I have a list of the major tasks that still need doing, the ones that would take more than a day to complete. Right next to it on the same whiteboard, I put a list of little things that I would like to complete today. Every morning when you're ready to get to work, you mentally decompose the big items into a handful of next actions and put them on your TODAY list. Ask yourself the following question: "What is the list of accomplishments that I could truly feel good about having finished by the end of the day?" Like you, I am easily distracted, but now when I catch myself being swallowed by NetNewsWire (thanks Brent!) or http://developer.apple.com/documentation/, I just turn my head a few degrees and look at my list.
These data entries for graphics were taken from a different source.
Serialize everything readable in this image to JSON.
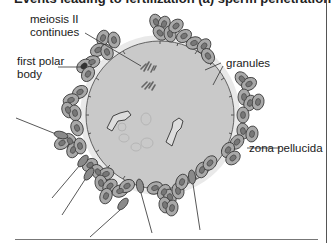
{
  "figure": {
    "title": "Events leading to fertilization (a) sperm penetration",
    "labels": {
      "meiosis": [
        "meiosis II",
        "continues"
      ],
      "polar_body": [
        "first polar",
        "body"
      ],
      "granules": "granules",
      "zona": "zona pellucida"
    },
    "colors": {
      "egg_fill": "#c9c9c9",
      "zona_fill": "#e6e6e6",
      "follicle_fill": "#a9a9a9",
      "nucleus_fill": "#7a7a7a",
      "outline": "#333333",
      "sperm_head": "#8a8a8a"
    }
  }
}
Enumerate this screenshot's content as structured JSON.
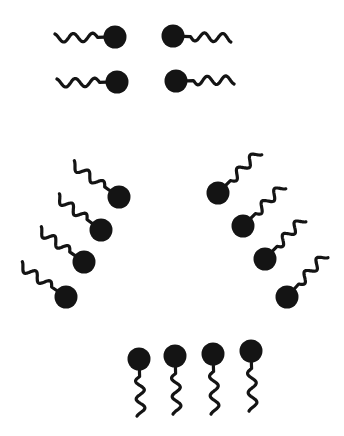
{
  "figure": {
    "colors": {
      "background": "#ffffff",
      "molecule": "#141414"
    },
    "head_radius": 11.5
  },
  "groups": [
    {
      "name": "top-pairs",
      "molecules": [
        {
          "head": [
            115,
            37
          ],
          "tail_end": [
            55,
            38
          ]
        },
        {
          "head": [
            173,
            36
          ],
          "tail_end": [
            231,
            38
          ]
        },
        {
          "head": [
            117,
            82
          ],
          "tail_end": [
            57,
            83
          ]
        },
        {
          "head": [
            176,
            81
          ],
          "tail_end": [
            234,
            80
          ]
        }
      ]
    },
    {
      "name": "left-diagonal",
      "molecules": [
        {
          "head": [
            119,
            197
          ],
          "tail_end": [
            72,
            164
          ]
        },
        {
          "head": [
            101,
            230
          ],
          "tail_end": [
            57,
            197
          ]
        },
        {
          "head": [
            84,
            262
          ],
          "tail_end": [
            39,
            230
          ]
        },
        {
          "head": [
            66,
            297
          ],
          "tail_end": [
            20,
            265
          ]
        }
      ]
    },
    {
      "name": "right-diagonal",
      "molecules": [
        {
          "head": [
            218,
            193
          ],
          "tail_end": [
            259,
            152
          ]
        },
        {
          "head": [
            243,
            226
          ],
          "tail_end": [
            283,
            186
          ]
        },
        {
          "head": [
            265,
            259
          ],
          "tail_end": [
            303,
            219
          ]
        },
        {
          "head": [
            287,
            297
          ],
          "tail_end": [
            325,
            255
          ]
        }
      ]
    },
    {
      "name": "bottom-row",
      "molecules": [
        {
          "head": [
            139,
            359
          ],
          "tail_end": [
            141,
            416
          ]
        },
        {
          "head": [
            175,
            356
          ],
          "tail_end": [
            177,
            414
          ]
        },
        {
          "head": [
            213,
            354
          ],
          "tail_end": [
            215,
            414
          ]
        },
        {
          "head": [
            251,
            351
          ],
          "tail_end": [
            253,
            411
          ]
        }
      ]
    }
  ]
}
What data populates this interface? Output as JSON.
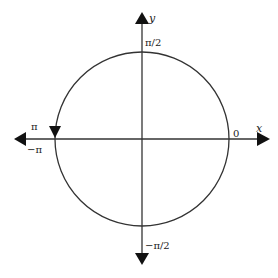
{
  "diagram": {
    "type": "unit-circle-angles",
    "colors": {
      "stroke": "#333333",
      "background": "#ffffff"
    },
    "axes": {
      "x_label": "x",
      "y_label": "y"
    },
    "labels": {
      "zero": "0",
      "pi_half": "π/2",
      "neg_pi_half": "−π/2",
      "pi": "π",
      "neg_pi": "−π"
    },
    "circle": {
      "direction": "counterclockwise",
      "arrow_position": "at angle π, pointing down"
    }
  }
}
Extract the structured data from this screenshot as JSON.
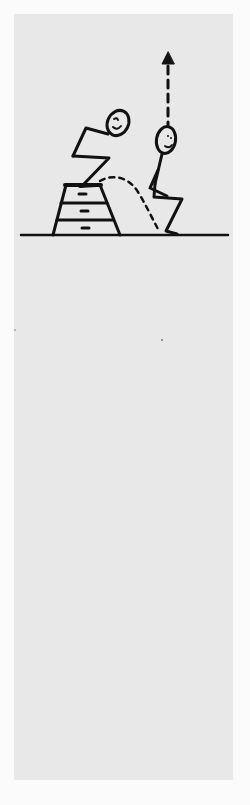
{
  "figure": {
    "subject": "depth jump exercise",
    "elements": [
      "jump-box",
      "athlete-crouched-on-box",
      "dotted-trajectory",
      "athlete-landing-squat",
      "upward-dashed-arrow",
      "ground-line"
    ],
    "colors": {
      "ink": "#111111",
      "panel": "#e8e8e8",
      "background": "#fbfbfb"
    }
  }
}
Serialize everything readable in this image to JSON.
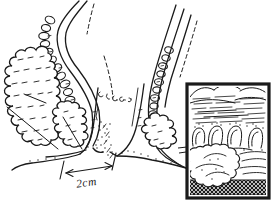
{
  "figure": {
    "alt": "Hand-drawn sagittal cross-section of the anal canal with sphincter muscles, a 2cm scale measurement at the anal verge, and a framed magnified inset of the tissue at lower right",
    "scale_label": "2cm",
    "colors": {
      "ink": "#1a1a1a",
      "paper": "#ffffff",
      "inset_hatch_bg": "#b9b9b9"
    }
  }
}
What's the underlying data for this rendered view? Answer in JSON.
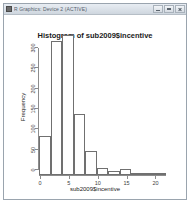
{
  "window": {
    "title": "R Graphics: Device 2 (ACTIVE)",
    "icon": "r-app-icon",
    "minimize_label": "Minimize",
    "maximize_label": "Maximize",
    "close_label": "Close"
  },
  "chart_data": {
    "type": "bar",
    "title": "Histogram of sub2009$incentive",
    "xlabel": "sub2009$incentive",
    "ylabel": "Frequency",
    "xlim": [
      0,
      22
    ],
    "ylim": [
      0,
      300
    ],
    "xticks": [
      0,
      5,
      10,
      15,
      20
    ],
    "yticks": [
      0,
      50,
      100,
      150,
      200,
      250,
      300
    ],
    "grid": false,
    "legend": null,
    "bin_width": 2,
    "bin_edges": [
      0,
      2,
      4,
      6,
      8,
      10,
      12,
      14,
      16,
      18,
      20,
      22
    ],
    "categories": [
      "0-2",
      "2-4",
      "4-6",
      "6-8",
      "8-10",
      "10-12",
      "12-14",
      "14-16",
      "16-18",
      "18-20",
      "20-22"
    ],
    "values": [
      95,
      330,
      355,
      150,
      60,
      17,
      10,
      16,
      4,
      2,
      1
    ],
    "note_clipped": "Tallest bars exceed the plotted y-axis range of 300"
  }
}
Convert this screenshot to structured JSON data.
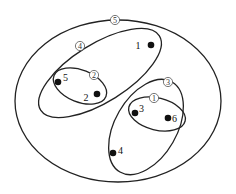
{
  "diagram": {
    "type": "nested-clustering",
    "clusters": [
      {
        "id": "5",
        "label": "⑤",
        "members": [
          "1",
          "2",
          "3",
          "4",
          "5",
          "6"
        ],
        "cx": 118,
        "cy": 101,
        "rx": 103,
        "ry": 81,
        "rot": 0,
        "label_x": 115,
        "label_y": 20
      },
      {
        "id": "4",
        "label": "④",
        "members": [
          "1",
          "2",
          "5"
        ],
        "cx": 100,
        "cy": 73,
        "rx": 70,
        "ry": 29,
        "rot": -32,
        "label_x": 80,
        "label_y": 46
      },
      {
        "id": "2",
        "label": "②",
        "members": [
          "2",
          "5"
        ],
        "cx": 80,
        "cy": 86,
        "rx": 28,
        "ry": 16,
        "rot": 22,
        "label_x": 94,
        "label_y": 75
      },
      {
        "id": "3",
        "label": "③",
        "members": [
          "3",
          "4",
          "6"
        ],
        "cx": 146,
        "cy": 127,
        "rx": 52,
        "ry": 31,
        "rot": -60,
        "label_x": 168,
        "label_y": 82
      },
      {
        "id": "1",
        "label": "①",
        "members": [
          "3",
          "6"
        ],
        "cx": 157,
        "cy": 114,
        "rx": 29,
        "ry": 16,
        "rot": 14,
        "label_x": 154,
        "label_y": 98
      }
    ],
    "points": [
      {
        "id": "1",
        "label": "1",
        "x": 151,
        "y": 45,
        "label_dx": -13,
        "label_dy": 0
      },
      {
        "id": "2",
        "label": "2",
        "x": 97,
        "y": 94,
        "label_dx": -11,
        "label_dy": 3
      },
      {
        "id": "3",
        "label": "3",
        "x": 135,
        "y": 113,
        "label_dx": 4,
        "label_dy": -5
      },
      {
        "id": "4",
        "label": "4",
        "x": 113,
        "y": 153,
        "label_dx": 5,
        "label_dy": -3
      },
      {
        "id": "5",
        "label": "5",
        "x": 58,
        "y": 82,
        "label_dx": 5,
        "label_dy": -5
      },
      {
        "id": "6",
        "label": "6",
        "x": 168,
        "y": 118,
        "label_dx": 4,
        "label_dy": 0
      }
    ]
  }
}
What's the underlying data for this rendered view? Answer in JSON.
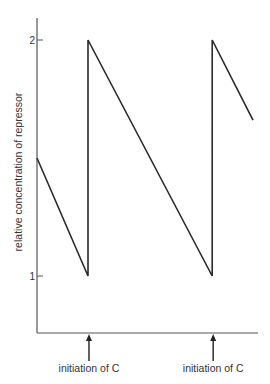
{
  "chart_data": {
    "type": "line",
    "title": "",
    "xlabel": "",
    "ylabel": "relative concentration of repressor",
    "grid": false,
    "ylim": [
      0.25,
      2.4
    ],
    "xlim": [
      0,
      1.0
    ],
    "y_ticks": [
      {
        "value": 1,
        "label": "1"
      },
      {
        "value": 2,
        "label": "2"
      }
    ],
    "series": [
      {
        "name": "repressor",
        "x": [
          0.0,
          0.236,
          0.236,
          0.811,
          0.811,
          1.0
        ],
        "y": [
          1.5,
          1.0,
          2.0,
          1.0,
          2.0,
          1.66
        ]
      }
    ],
    "annotations": [
      {
        "x": 0.236,
        "text": "initiation of C",
        "kind": "up-arrow-below-axis"
      },
      {
        "x": 0.811,
        "text": "initiation of C",
        "kind": "up-arrow-below-axis"
      }
    ]
  }
}
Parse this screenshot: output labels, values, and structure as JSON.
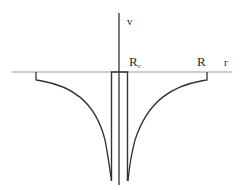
{
  "diagram": {
    "type": "potential-well-plot",
    "axes": {
      "vertical_label": "v",
      "horizontal_label": "r"
    },
    "labels": {
      "inner_radius": "R",
      "inner_radius_sub": "c",
      "outer_radius": "R"
    },
    "colors": {
      "stroke": "#333333",
      "axis": "#8a8a8a",
      "background": "#ffffff"
    }
  }
}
Then I latch onto something and grind through it.

It has been really important for me to have this list on a whiteboard staring me in the face. I have tried Trac and some other software tools, but I find it's far too easy to drop a ticket into the system and let it languish indefinitely. Physically crossing things off feels good, especially the big ticket items.

I have read David Allen's "Getting Things Done," and I recommend it highly. You can get a lot out of it even if you don't implement the full system, which requires a ton of discipline, and I haven't ventured that far yet. The book reinforces a lot of ideas that weren't new to me, but what was new to me was the idea that we can free ourselves from the nagging and stressful voice inside our heads that is constantly inducing us to panic because the library books are overdue and the gutters are clogged and the car needs an oil change and your son's 2nd birthday is in two weeks and on and on. I have always taken this voice for granted, a necessary evil of complicated times. The prospect of gaining back all the energy you waste worrying about 150 things at once is truly liberating.